It’s a common misconception on the left and on the right that Congressman Paul Ryan, architect of the GOP’s de facto budget and entry on every pundit’s vice-presidential short list, is a devotee of Ayn Rand and her philosophy of “objectivism.”
Were this true, it would be deeply unsettling, given that Rand’s philosophy (such as it is) is desperately wicked. As Whittaker Chambers wrote in National Review in 1957, “From almost any page of [Rand's novel] Atlas Shrugged, a voice can be heard, from painful necessity, commanding: ‘To a gas chamber — go!’” Rand’s ultimate hatred of the human race should have no place in the governance of the nation.
But it’s not true that Ryan follows Rand. National Review Online reports on a conversation with Rep. Paul Ryan, in which he disowns her (having never really owned her) and speaks of his devotion to Thomas Aquinas:
“I, like millions of young people in America, read Rand’s novels when I was young. I enjoyed them,” Ryan says. “They spurred an interest in economics, in the Chicago School and Milton Friedman,” a subject he eventually studied as an undergraduate at Miami University in Ohio. “But it’s a big stretch to suggest that a person is therefore an Objectivist.”
“I reject her philosophy,” Ryan says firmly. “It’s an atheist philosophy. It reduces human interactions down to mere contracts and it is antithetical to my worldview. If somebody is going to try to paste a person’s view on epistemology to me, then give me Thomas Aquinas,” who believed that man needs divine help in the pursuit of knowledge. “Don’t give me Ayn Rand,” he says.
The whole piece is worth reading. It’s good to know that regardless of whether one approves of Rep. Ryan’s budget or politics, there are yet a few in Washington trying to wrestle with the issues of the day appropriating substantive philosophies.











What makes the philosophy of Ayn Rand “desperately wicked”?
The atheism?
Because other than that, she only takes the ideas of Adam Smith to their logical climax.
That humans are joined to form society for
mutual safety and preservation was widely accepted in 18th C. Locke derives his philosophy by this premises.
Having read several of Rand’s works, including Atlas Shrugged and The Fountainhead, I would say that the atheism drives what is the real sticking point for Christians — an all-encompassing self-centeredness that essentially becomes the apotheosis of selfishness. Adam Smith said that we served each other best by seeking our own betterment, and thus everyone profited from the best efforts of others to serve them; Rand says other people don’t really matter as long as you yourself are served. There’s very little “mutual” about Randianism.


▶ WHAT IS REQUIRED: Across the entries, count the lines that include "Autonomous" and report only that number.

+++

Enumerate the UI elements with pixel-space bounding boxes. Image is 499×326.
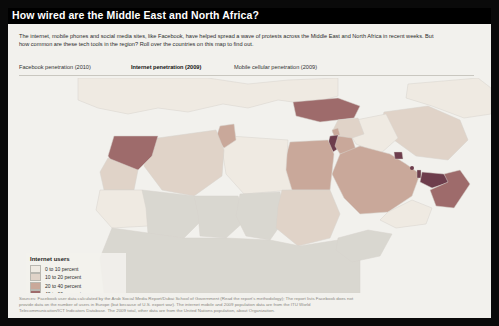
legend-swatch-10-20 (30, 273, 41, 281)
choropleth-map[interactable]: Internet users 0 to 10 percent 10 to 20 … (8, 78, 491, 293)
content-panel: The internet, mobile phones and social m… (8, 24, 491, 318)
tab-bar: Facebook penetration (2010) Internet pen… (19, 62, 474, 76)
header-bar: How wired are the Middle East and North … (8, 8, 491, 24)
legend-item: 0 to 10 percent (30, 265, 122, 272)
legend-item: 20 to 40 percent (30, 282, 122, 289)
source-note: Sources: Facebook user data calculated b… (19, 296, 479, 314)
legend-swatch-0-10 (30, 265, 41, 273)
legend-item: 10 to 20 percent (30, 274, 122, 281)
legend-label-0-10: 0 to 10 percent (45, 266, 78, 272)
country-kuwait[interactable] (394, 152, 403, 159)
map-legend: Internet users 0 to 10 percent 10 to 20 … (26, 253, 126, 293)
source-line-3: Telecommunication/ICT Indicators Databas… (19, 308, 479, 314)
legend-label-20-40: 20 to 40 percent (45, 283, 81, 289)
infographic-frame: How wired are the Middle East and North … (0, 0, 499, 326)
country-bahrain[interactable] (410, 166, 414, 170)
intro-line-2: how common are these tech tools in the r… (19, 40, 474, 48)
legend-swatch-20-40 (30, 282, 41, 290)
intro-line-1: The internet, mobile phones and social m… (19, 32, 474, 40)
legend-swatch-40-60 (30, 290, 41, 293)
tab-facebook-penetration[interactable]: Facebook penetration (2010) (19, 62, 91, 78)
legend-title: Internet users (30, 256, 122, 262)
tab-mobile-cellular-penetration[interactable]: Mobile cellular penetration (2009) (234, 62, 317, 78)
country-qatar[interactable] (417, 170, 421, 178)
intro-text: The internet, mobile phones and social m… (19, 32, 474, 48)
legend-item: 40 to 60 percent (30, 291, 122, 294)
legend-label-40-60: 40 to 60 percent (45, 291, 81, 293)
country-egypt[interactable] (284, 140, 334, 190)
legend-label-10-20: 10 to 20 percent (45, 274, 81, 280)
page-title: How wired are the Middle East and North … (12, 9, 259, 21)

+++

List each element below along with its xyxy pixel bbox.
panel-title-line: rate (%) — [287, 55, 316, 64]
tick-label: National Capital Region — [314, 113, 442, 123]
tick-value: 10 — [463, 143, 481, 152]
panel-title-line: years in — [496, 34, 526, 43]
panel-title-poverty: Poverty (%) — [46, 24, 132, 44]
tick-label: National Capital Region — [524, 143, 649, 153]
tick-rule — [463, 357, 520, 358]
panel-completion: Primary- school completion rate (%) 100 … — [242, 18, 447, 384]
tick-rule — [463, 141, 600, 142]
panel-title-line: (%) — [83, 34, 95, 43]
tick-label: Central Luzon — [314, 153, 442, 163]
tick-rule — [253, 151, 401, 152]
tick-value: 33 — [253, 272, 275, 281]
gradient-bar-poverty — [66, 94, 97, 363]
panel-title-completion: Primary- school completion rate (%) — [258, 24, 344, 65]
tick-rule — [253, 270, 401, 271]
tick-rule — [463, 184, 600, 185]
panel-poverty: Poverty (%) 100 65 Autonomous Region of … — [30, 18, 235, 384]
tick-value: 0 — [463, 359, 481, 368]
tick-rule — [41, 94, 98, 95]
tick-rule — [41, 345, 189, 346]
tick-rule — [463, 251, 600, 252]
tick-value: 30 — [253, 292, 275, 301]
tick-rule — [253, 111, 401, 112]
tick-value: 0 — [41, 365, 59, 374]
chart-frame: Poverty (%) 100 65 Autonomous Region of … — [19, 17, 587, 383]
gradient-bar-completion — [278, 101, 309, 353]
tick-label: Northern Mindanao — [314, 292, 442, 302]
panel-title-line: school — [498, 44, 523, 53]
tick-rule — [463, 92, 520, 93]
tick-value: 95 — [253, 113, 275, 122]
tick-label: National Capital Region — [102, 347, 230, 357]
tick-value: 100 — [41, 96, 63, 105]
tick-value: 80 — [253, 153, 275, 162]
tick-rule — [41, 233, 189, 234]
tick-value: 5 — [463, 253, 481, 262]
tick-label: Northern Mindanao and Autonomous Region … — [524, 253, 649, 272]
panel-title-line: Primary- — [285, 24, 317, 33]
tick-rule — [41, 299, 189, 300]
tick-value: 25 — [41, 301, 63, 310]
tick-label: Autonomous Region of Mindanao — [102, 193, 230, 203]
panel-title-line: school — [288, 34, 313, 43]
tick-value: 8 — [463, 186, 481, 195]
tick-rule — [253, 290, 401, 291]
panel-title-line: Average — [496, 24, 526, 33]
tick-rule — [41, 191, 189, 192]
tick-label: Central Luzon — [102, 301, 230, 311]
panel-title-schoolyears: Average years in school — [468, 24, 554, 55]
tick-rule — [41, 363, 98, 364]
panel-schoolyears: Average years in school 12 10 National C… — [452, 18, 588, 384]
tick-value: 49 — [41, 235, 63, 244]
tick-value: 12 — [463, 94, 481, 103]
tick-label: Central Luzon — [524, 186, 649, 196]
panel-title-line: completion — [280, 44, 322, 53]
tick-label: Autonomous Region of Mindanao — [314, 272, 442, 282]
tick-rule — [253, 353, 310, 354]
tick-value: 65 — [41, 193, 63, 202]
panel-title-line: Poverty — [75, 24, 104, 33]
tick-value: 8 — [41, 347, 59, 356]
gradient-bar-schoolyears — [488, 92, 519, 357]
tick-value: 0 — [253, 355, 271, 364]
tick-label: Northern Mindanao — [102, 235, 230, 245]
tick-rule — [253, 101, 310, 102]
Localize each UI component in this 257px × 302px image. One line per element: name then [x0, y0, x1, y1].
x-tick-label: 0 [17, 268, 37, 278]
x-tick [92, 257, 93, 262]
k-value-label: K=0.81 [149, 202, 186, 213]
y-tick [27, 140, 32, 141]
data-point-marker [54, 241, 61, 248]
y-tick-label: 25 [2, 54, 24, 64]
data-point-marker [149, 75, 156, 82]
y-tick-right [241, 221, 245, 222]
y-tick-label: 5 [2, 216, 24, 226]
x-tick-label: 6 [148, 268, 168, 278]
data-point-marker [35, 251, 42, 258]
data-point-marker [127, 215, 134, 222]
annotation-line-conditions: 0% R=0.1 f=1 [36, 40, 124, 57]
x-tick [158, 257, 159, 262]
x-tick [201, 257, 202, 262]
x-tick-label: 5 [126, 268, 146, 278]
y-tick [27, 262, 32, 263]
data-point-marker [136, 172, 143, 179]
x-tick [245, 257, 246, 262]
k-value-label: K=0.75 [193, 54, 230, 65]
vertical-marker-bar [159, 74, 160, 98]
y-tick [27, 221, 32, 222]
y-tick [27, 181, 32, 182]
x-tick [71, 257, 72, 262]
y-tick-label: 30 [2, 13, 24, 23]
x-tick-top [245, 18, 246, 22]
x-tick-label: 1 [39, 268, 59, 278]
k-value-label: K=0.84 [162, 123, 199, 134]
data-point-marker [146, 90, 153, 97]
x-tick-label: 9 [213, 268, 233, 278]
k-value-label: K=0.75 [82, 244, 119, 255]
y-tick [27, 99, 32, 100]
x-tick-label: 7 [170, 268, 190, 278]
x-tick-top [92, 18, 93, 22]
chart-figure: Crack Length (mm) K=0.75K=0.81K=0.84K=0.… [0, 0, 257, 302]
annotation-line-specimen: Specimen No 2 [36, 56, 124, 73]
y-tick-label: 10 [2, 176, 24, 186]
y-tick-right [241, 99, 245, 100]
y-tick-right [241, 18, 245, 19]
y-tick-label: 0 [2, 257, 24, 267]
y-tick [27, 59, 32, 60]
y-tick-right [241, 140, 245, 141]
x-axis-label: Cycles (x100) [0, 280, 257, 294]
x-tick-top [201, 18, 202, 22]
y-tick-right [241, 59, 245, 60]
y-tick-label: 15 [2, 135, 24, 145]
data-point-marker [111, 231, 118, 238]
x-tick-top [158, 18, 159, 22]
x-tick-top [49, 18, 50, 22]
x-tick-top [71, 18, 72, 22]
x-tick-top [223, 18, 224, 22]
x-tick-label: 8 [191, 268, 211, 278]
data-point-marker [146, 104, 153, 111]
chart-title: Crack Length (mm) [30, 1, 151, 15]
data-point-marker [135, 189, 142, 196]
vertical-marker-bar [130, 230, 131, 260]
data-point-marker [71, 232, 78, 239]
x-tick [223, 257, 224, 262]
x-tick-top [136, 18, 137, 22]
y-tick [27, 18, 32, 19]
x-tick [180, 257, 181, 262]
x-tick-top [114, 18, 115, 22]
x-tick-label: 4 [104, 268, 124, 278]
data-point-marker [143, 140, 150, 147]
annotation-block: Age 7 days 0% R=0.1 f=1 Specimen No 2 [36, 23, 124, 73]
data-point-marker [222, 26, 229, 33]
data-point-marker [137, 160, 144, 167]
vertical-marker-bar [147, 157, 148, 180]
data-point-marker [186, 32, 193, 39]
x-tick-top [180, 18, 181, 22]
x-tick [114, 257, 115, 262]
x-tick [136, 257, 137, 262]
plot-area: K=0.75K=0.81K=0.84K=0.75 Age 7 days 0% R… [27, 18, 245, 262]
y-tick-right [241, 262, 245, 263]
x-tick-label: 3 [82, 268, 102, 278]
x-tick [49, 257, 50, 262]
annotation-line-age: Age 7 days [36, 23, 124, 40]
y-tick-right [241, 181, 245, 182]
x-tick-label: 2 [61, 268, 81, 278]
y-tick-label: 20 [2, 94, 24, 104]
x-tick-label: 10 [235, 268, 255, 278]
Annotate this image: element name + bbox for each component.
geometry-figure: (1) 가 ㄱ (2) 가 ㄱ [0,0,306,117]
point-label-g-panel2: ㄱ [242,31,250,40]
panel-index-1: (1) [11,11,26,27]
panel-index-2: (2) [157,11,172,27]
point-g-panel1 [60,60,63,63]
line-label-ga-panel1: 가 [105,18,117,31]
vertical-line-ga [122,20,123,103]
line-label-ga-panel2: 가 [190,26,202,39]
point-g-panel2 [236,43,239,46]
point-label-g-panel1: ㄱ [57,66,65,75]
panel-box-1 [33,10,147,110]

+++

▶ RESULT: 5